Barack Obama, the US president, has ordered a review of how travellers are placed on watch lists and the screening procedures of air passengers following the failed bid to blow up the airliner.

Speaking while on vacation in Hawaii on Monday, Obama said: “We will not rest until we find all who were involved and hold them accountable.”

Obama has also ordered a second review to examine how “an individual with the chemical explosive he had on him could get onto an airliner in Amsterdam and fly into this country,” Robert Gibbs, the White House press spokesman, said.

Bob Baer, a former CIA agent who in 2006 warned that a Northwest Airlines flight from Amsterdam could be the target of an attack, said the attempted bombing had shown that security checks are “not effective at all”.

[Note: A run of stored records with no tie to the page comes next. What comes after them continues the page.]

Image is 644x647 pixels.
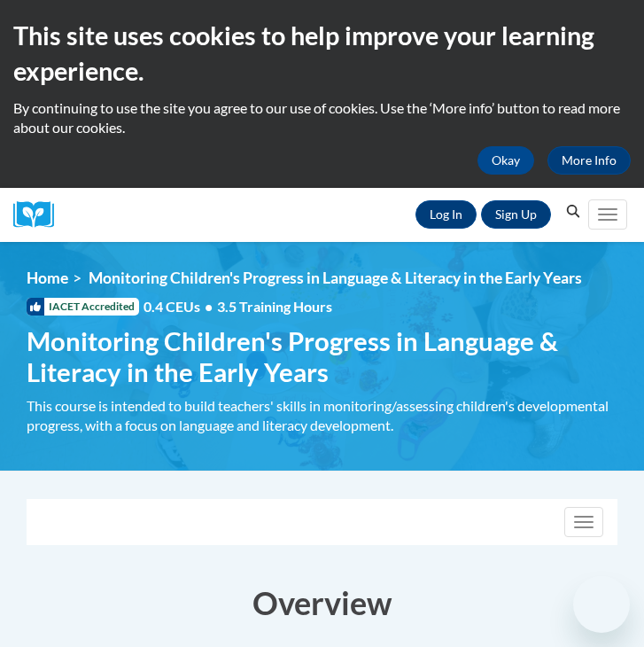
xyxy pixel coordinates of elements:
[143,297,332,317] span: 0.4 CEUs
[13,201,67,229] a: Cox Campus
[89,268,582,287] span: Monitoring Children's Progress in Language & Literacy in the Early Years
[27,580,617,625] h3: Overview
[587,188,631,242] div: Main menu
[27,325,617,387] span: Monitoring Children's Progress in Language & Literacy in the Early Years
[13,201,67,229] img: Logo brand
[416,200,477,229] a: Log In
[27,298,139,316] span: IACET Accredited
[13,98,631,137] p: By continuing to use the site you agree to our use of cookies. Use the ‘More info’ button to read...
[560,201,587,222] button: Search
[481,200,551,229] a: Register
[218,298,332,315] span: 3.5 Training Hours
[205,298,213,315] span: •
[13,18,631,90] h2: This site uses cookies to help improve your learning experience.
[27,396,617,435] div: This course is intended to build teachers' skills in monitoring/assessing children's developmenta...
[548,146,631,175] a: More Info
[478,146,534,175] button: Okay
[27,268,69,287] a: Home
[573,576,630,633] iframe: Button to launch messaging window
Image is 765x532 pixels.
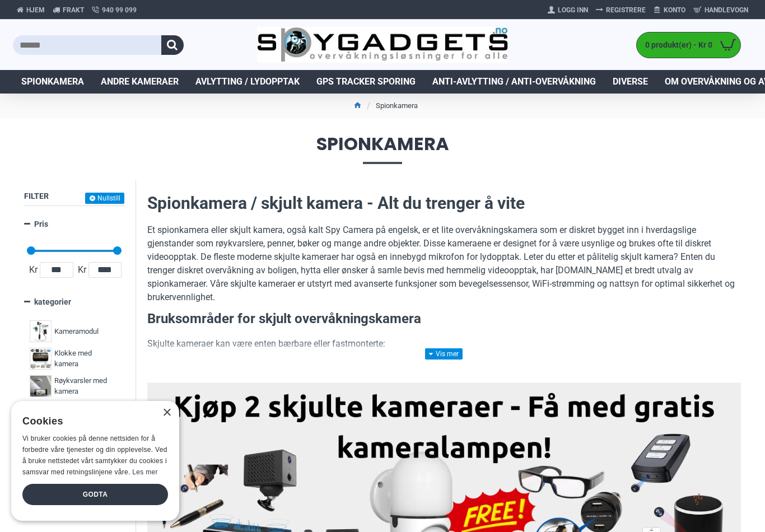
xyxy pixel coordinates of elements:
a: 0 produkt(er) - Kr 0 [637,32,740,58]
img: Klokke med kamera [30,348,51,370]
span: Frakt [63,5,84,15]
span: Diverse [613,75,648,89]
img: Kameramodul [30,321,51,342]
li: Disse kan tas med overalt og brukes til skjult filming i situasjoner der diskresjon er nødvendig ... [170,357,741,383]
span: Klokke med kamera [54,348,116,370]
span: Hjem [26,5,45,15]
span: Konto [664,5,685,15]
span: Andre kameraer [101,75,179,89]
a: Registrere [592,1,649,19]
a: Konto [649,1,690,19]
img: SpyGadgets.no [257,27,509,63]
h3: Bruksområder for skjult overvåkningskamera [147,310,741,329]
a: Spionkamera [13,70,92,94]
img: Røykvarsler med kamera [30,376,51,397]
a: Pris [24,214,124,234]
p: Skjulte kameraer kan være enten bærbare eller fastmonterte: [147,338,741,351]
span: 940 99 099 [102,5,137,15]
span: Spionkamera [13,135,752,163]
span: Kameramodul [54,326,99,338]
div: Godta [23,484,168,505]
span: GPS Tracker Sporing [316,75,416,89]
a: Les mer, opens a new window [132,469,157,476]
p: Et spionkamera eller skjult kamera, også kalt Spy Camera på engelsk, er et lite overvåkningskamer... [147,223,741,304]
span: Røykvarsler med kamera [54,376,116,397]
h2: Spionkamera / skjult kamera - Alt du trenger å vite [147,192,741,215]
span: Kr [75,264,89,277]
span: Spionkamera [21,75,84,89]
div: Cookies [23,409,161,433]
span: Registrere [606,5,646,15]
a: Diverse [604,70,657,94]
a: Andre kameraer [92,70,187,94]
a: Handlevogn [690,1,752,19]
a: Anti-avlytting / Anti-overvåkning [424,70,604,94]
button: Nullstill [85,192,124,204]
a: kategorier [24,292,124,312]
span: 0 produkt(er) - Kr 0 [637,39,715,51]
span: Vi bruker cookies på denne nettsiden for å forbedre våre tjenester og din opplevelse. Ved å bruke... [23,435,168,476]
span: Avlytting / Lydopptak [195,75,299,89]
span: Filter [24,192,49,201]
span: Kr [27,264,39,277]
span: Logg Inn [558,5,588,15]
span: Handlevogn [704,5,748,15]
a: Avlytting / Lydopptak [187,70,308,94]
span: Anti-avlytting / Anti-overvåkning [433,75,596,89]
a: GPS Tracker Sporing [308,70,424,94]
a: Logg Inn [544,1,592,19]
div: Close [163,409,170,417]
strong: Bærbare spionkameraer: [170,357,272,368]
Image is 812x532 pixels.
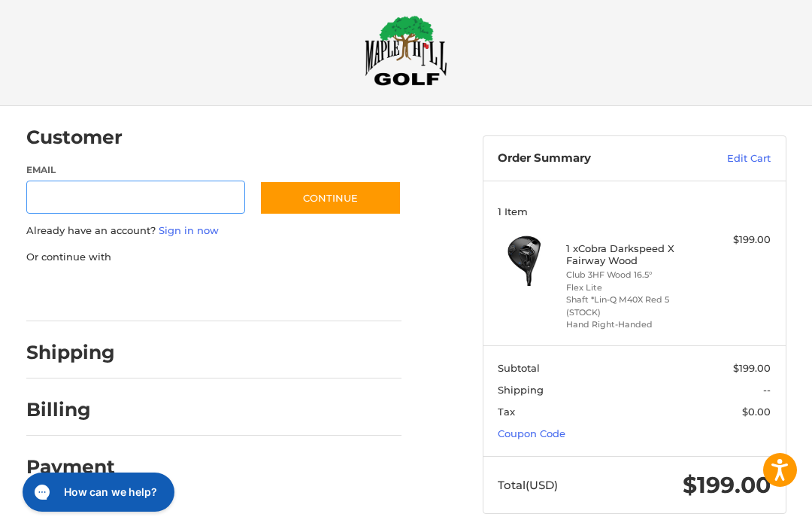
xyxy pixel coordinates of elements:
[26,163,245,177] label: Email
[365,15,447,85] img: Maple Hill Golf
[566,242,699,267] h4: 1 x Cobra Darkspeed X Fairway Wood
[498,477,557,491] span: Total (USD)
[566,269,699,281] li: Club 3HF Wood 16.5°
[566,281,699,294] li: Flex Lite
[26,455,115,478] h2: Payment
[498,205,771,218] h3: 1 Item
[26,224,402,239] p: Already have an account?
[764,383,771,395] span: --
[733,362,771,373] span: $199.00
[26,398,114,421] h2: Billing
[26,341,115,364] h2: Shipping
[683,151,771,166] a: Edit Cart
[566,293,699,318] li: Shaft *Lin-Q M40X Red 5 (STOCK)
[159,224,218,236] a: Sign in now
[498,427,565,440] a: Coupon Code
[702,233,771,248] div: $199.00
[498,405,515,417] span: Tax
[566,318,699,331] li: Hand Right-Handed
[149,279,262,306] iframe: PayPal-paylater
[498,383,543,395] span: Shipping
[498,362,540,373] span: Subtotal
[276,279,388,306] iframe: PayPal-venmo
[683,470,771,499] span: $199.00
[742,405,771,417] span: $0.00
[26,126,122,149] h2: Customer
[26,249,402,265] p: Or continue with
[498,151,683,166] h3: Order Summary
[260,181,402,215] button: Continue
[15,467,179,517] iframe: Gorgias live chat messenger
[21,279,134,306] iframe: PayPal-paypal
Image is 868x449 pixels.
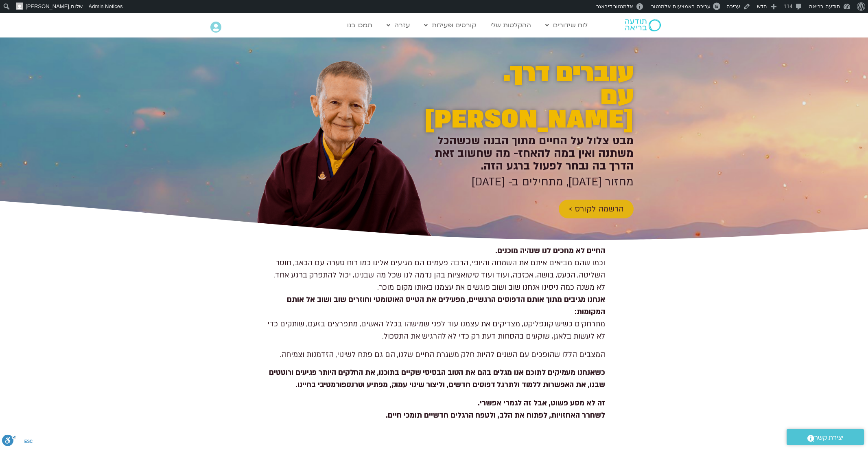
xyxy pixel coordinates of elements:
span: יצירת קשר [814,432,844,443]
h2: עוברים דרך. עם [PERSON_NAME] [418,62,633,131]
p: המצבים הללו שהופכים עם השנים להיות חלק משגרת החיים שלנו, הם גם פתח לשינוי, הזדמנות וצמיחה. [263,349,605,361]
strong: זה לא מסע פשוט, אבל זה לגמרי אפשרי. לשחרר האחזויות, לפתוח את הלב, ולטפח הרגלים חדשיים תומכי חיים. [386,398,605,421]
a: ההקלטות שלי [486,18,535,33]
span: [PERSON_NAME] [26,3,69,10]
span: עריכה באמצעות אלמנטור [651,3,710,10]
a: עזרה [383,18,414,33]
h2: מבט צלול על החיים מתוך הבנה שכשהכל משתנה ואין במה להאחז- מה שחשוב זאת הדרך בה נבחר לפעול ברגע הזה. [418,134,633,172]
h2: מחזור [DATE], מתחילים ב- [DATE] [418,176,633,188]
strong: החיים לא מחכים לנו שנהיה מוכנים. [495,246,605,255]
strong: אנחנו מגיבים מתוך אותם הדפוסים הרגשיים, מפעילים את הטייס האוטומטי וחוזרים שוב ושוב אל אותם המקומות: [287,294,605,316]
p: וכמו שהם מביאים איתם את השמחה והיופי, הרבה פעמים הם מגיעים אלינו כמו רוח סערה עם הכאב, חוסר השליט... [263,245,605,342]
span: הרשמה לקורס > [568,204,623,213]
img: תודעה בריאה [625,20,661,32]
a: יצירת קשר [787,429,864,445]
a: תמכו בנו [343,18,376,33]
a: קורסים ופעילות [420,18,480,33]
a: הרשמה לקורס > [558,199,633,218]
a: לוח שידורים [541,18,592,33]
strong: כשאנחנו מעמיקים לתוכם אנו מגלים בהם את הטוב הבסיסי שקיים בתוכנו, את החלקים היותר פגיעים ורוטטים ש... [269,368,605,390]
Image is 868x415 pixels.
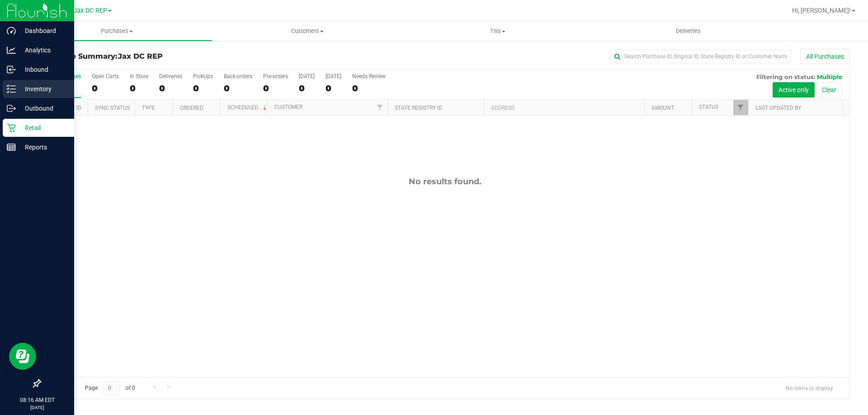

“It’s not a question of a gaping hole, it’s a question of the terrorist groups evolving their techniques very quickly,” he told Al Jazeera.

“So they’re getting better and better and they’re much faster than our security measures.”

Bruce Schneier, a writer on security issues and the author of “Beyond Fear”, said the epoisode illustrated that there were very few effective security measures on flights.

He said on his blog: “For years I’ve been saying this: Only two things have made flying safer [since 9/11] – the reinforcement of cockpit doors, and the fact that passengers know now to resist hijackers.

“This week, the second one worked over Detroit. Security succeeded.”